Whit nodded. He motioned for his group to begin.
Simpson and Boullé put together the metal detectors and started moving in a grid pattern while Whit and the junior agent walked the perimeter of the white sandy beach.
“I think I have something!” Agent Boullé called out.
Whit signaled for the others to continue their work while he walked over to assist Boullé, who was carefully moving sand, looking for the expected bullet shell. With every swipe of his gloved hand, he used a smaller metal detector to make sure he hadn’t swept it to the side. He had worked his way down two feet when the clouds broke briefly and the sun overhead illuminated something shiny.
“I’ve got something,” he said. “But it’s not…” Boullé stopped talking. It wasn’t the horror of finding the remains of a human hand closed in a forever fist with the man’s wedding ring reflecting in the sunlight; it was the unexpectedness of it. “It’s attached,” Boullé said, probing downward with his small trowel, “to his arm and, I assume, his body. Damn, it’s his left hand, so over here should be the top of his head…”
“Stop,” Whit said, pulling the agent away. “Attention, everyone! Stop what you are doing. We may have some quicksand pits. Probe the ground before walking,” he instructed. He turned back to Boullé. “Mark the area. We need to bring in a forensic team, geologists with ground-penetrating radar.”
“Sand’s moving over here,” Agent Simpson called out.
“Get to the boats,” Whit ordered. “This beach is too dangerous without the right equipment.”
“Help!” Simpson called out. “Something’s got my leg!”
Whit and the other agents ran to Simpson. They watched helplessly as the agent disappeared under the sand before they could reach him. W
hit dug frantically, trying to reach the man before he suffocated. The sand moved behind him. Whit saw something, he would later swear was a tentacle, break the surface moving towards him.
“Boats, now!” he ordered.
The remaining three men dodged tentacles that burst out of the sand, running for the water’s edge. They assisted the crewmen in launching the boats and soon were heading towards the reef.
The motor of the boat carrying Boullé seemed to have a strange whine to it. Whit looked over and saw the Zodiac being lifted out of the water by a large version of what attacked them on the beach. It was wrapping the boat, flattening the men inside it like the contents of a closed freezer bag. The boat was pulled into the water.
“Zigzag!” Whit ordered.
The movement might have saved them if the beast hadn’t already started to wrap the Zodiac. The junior agent shot six rounds into the arm.
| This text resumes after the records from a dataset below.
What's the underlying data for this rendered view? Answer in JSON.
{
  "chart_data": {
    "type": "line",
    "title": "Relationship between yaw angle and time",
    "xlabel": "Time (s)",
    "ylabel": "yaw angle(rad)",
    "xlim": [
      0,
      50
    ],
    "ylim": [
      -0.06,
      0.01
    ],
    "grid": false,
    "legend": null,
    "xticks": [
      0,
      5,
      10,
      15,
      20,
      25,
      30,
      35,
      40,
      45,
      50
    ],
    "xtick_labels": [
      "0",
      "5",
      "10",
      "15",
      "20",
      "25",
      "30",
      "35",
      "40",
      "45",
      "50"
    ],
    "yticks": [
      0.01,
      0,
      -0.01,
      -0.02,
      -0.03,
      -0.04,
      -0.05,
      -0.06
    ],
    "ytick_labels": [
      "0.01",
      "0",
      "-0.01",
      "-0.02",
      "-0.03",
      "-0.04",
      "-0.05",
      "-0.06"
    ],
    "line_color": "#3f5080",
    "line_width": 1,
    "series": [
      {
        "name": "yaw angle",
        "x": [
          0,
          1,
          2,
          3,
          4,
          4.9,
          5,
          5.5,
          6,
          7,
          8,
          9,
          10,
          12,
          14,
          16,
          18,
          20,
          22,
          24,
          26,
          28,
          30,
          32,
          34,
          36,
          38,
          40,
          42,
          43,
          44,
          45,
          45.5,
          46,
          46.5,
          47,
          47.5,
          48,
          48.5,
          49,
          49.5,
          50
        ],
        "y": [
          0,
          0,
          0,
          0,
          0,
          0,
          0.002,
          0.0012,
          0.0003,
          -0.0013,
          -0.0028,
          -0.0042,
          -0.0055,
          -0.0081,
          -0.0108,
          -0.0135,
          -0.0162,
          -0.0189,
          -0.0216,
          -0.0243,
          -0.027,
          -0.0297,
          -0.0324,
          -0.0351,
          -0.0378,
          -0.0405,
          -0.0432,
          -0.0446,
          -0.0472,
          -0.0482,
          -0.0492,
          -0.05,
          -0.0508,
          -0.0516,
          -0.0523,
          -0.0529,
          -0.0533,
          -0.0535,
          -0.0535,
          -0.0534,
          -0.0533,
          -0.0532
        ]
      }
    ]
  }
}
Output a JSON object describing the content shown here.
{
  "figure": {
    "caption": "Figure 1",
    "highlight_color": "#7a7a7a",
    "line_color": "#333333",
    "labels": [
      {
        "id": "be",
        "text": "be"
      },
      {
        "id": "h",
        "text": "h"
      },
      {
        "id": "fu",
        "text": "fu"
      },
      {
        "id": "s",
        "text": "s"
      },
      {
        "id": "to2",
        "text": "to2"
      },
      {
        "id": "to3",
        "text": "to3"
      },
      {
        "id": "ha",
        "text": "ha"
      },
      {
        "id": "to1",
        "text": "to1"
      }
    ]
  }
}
The bullets seemed to have no effect aside from producing a second tentacle which grabbed the agent out of the boat.
Whit pulled out his knife and dove after the man, only to see him disappear into the sandy bottom of the cove. He twisted around in the water and watched, horrified, as the large monstrous arm which was wrapped around his boat pulled the boat across the bottom of cove where a large hole appeared. The boat was pulled into the opening, and the sand closed in around it.
Whit let his natural buoyancy draw him to the top of the water. He turned on his back and breathed. He theorized that motion and water displacement must be how the apparently eyeless arms found their prey. With this understanding, he kept his body still, letting the waves pull him towards the shore, only making small corrections with his hands, trying to direct himself towards the rocky outcropping. Whit knew that, as he approached the shallow water, there would be a buoyancy problem. He anticipated this by slowly turning over, preparing himself to run as soon as he could no longer float. He didn’t let his mind dwell on anything but survival. He was going to get out of this. Whatever this thing was, it was paranormal in nature and acted intelligently. It brought its victims underground, be it from the beach or the water. Sand seemed to be important to it. It used it as camouflage, much like a sea predator will bury itself in the sand and wait for food to come to it.